School staff intervened and separated the students, but the four juveniles, who were not students at Clark, began to aggressively try to break windows and doors to gain access to the office. A school resource officer who happened to be at the school following up on an unrelated case responded to the situation and attempted to diffuse it while calling for backup.

However, the juveniles refused to cooperate and ignored the officers’ commands. One of the juveniles struck the SRO in the face, while another juvenile started throwing items at the glass window.

In response, the SRO deployed a taser to prevent the forced entry into the office. Another SRO arrived at the scene, but the juveniles continued to resist and ignore commands, police said.

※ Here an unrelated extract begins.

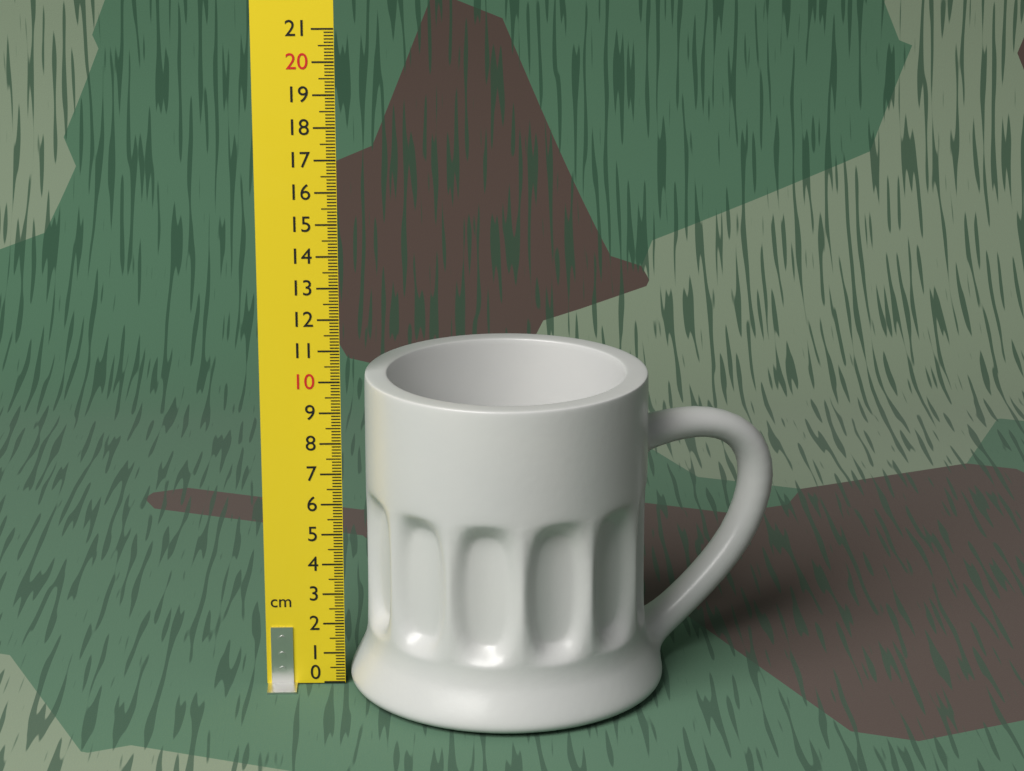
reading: 10.2 cm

Pepper spray was deployed by the SRO to gain control of the situation until additional officers arrived. The juveniles were then removed from the school and treated by medics at the scene for exposure to pepper spray, and one juvenile received treatment related to the taser deployment. The four juveniles were subsequently arrested, and charges were forwarded to the Division of Juvenile Justice.

No staff or other students reported any injuries, though the officer sustained minor injuries and received treatment at the scene. Clark Middle School remained on lock-down for a brief period during the incident, and parents were notified of the situation. The school district and law enforcement are continuing to investigate the incident, and additional security measures may be implemented to prevent similar incidents in the future.

The incident reflects other recent youth wildings in cities like Chicago, where more than 100 young people rampaged through downtown Saturday night, torching and smashing vehicles, and brawling in the street.

According to U.S. News and World Report, Clark Middle School has about 800 students grade 6-8. Just 12% of students scored at or above the proficient level for math, and 22% scored at or above proficient level for reading. The school’s minority student enrollment is 94% and the student-teacher ratio is 18.